EU awards rights prize to Mahsa Amini, Iranian who died in custody
Strasbourg – The European Union on Thursday awarded its top rights honour, the Sakharov Prize, to Mahsa Amini, the Iranian Kurdish woman who died in Iranian custody a year ago, and the “Woman, Life, Freedom” movement her death triggered.
“The brutal murder of 22-year-old Jina Mahsa Amini marked a turning point. It has triggered a women-led movement that is making history,” European Parliament speaker Roberta Metsola said, using Amini’s Kurdish first name as she announced the award.
Metsola said the movement’s three-word slogan was “a rallying cry for all those standing up for equality, for dignity, and for freedom in Iran”.
The EU prize announcement comes two weeks after the Nobel Peace Prize was awarded to an imprisoned Iranian rights campaigner, Narges Mohammadi.
Amini died age 22 on September 16, 2022, while being held by Iran’s religious police for allegedly breaching the Islamic republic’s strict dress code for women.
Her family and supporters say she was killed. Iranian authorities claim she died in custody from a previously undisclosed medical condition.
Her death triggered mass protests in Iran.
It also generated a global movement known as “Woman, Life, Freedom”, calling for the end of Iran’s imposition of a headscarf on all women and an end to the Muslim cleric-led government in Tehran.
Iranian security forces have cracked down on the protests domestically, killing hundreds, and have executed dozens for allegedly participating in what officials have called “riots”.
This week, they jailed Amini’s lawyer, Saleh Nikbakht, for one year for “propaganda” after he spoke to media about her case.
Many Iranian women continue to defy the government’s clothing edict by taking off their headscarves in public.
– Defying Iran’s clerics –
The “Woman, Life, Freedom” campaign continues in cities around the world, with frequent demonstrations in which Amini’s photo is held aloft.
Mohammadi’s Nobel Peace Prize was in recognition of her fight against the mandatory headscarf in Iran and against the oppression of women in the country.
Together, the two prizes focus attention on Iranian authorities’ punishment of women who defy the headscarf order, seen by both sides as defiance of the Islamic republic’s system of governance itself.
Amini and the “Woman, Freedom, Life” movement were backed by the European Parliament’s three main political groups, making them the frontrunner well before the Sakharov Prize winner was announced.
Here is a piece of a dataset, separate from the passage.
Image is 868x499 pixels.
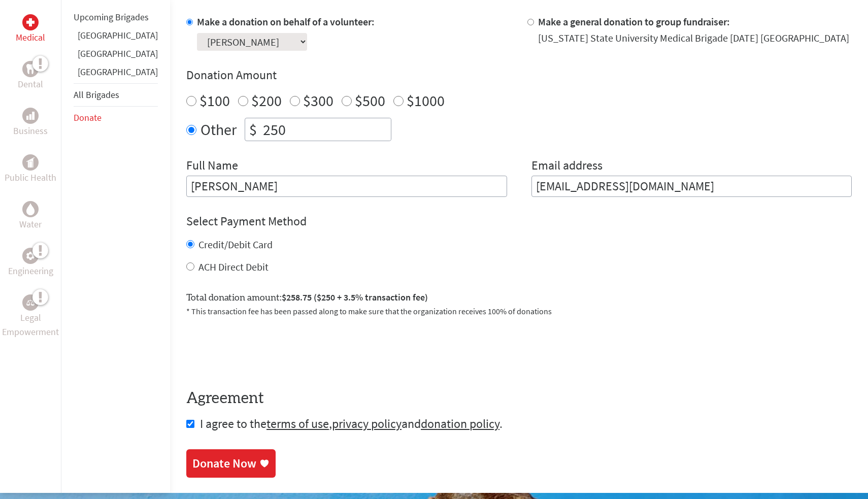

The two other nominations on the shortlist, backed by smaller groups, were Nicaraguan rights defenders, Vilma Nunez de Escorcia and Bishop Rolando Jose Alvarez Lagos; and three women campaigning for abortion rights, Justyna Wydrzynska from Poland, Morena Herrera from Salvador and Colleen McNicholas from the United States.
Billionaire Elon Musk had been put forward in an initial round by a far-right grouping in the parliament but failed to make the cut for the shortlist.
The Sakharov Prize, which comes with a 50,000-euro ($53,000) endowment, will be handed over in a European Parliament ceremony on December 13.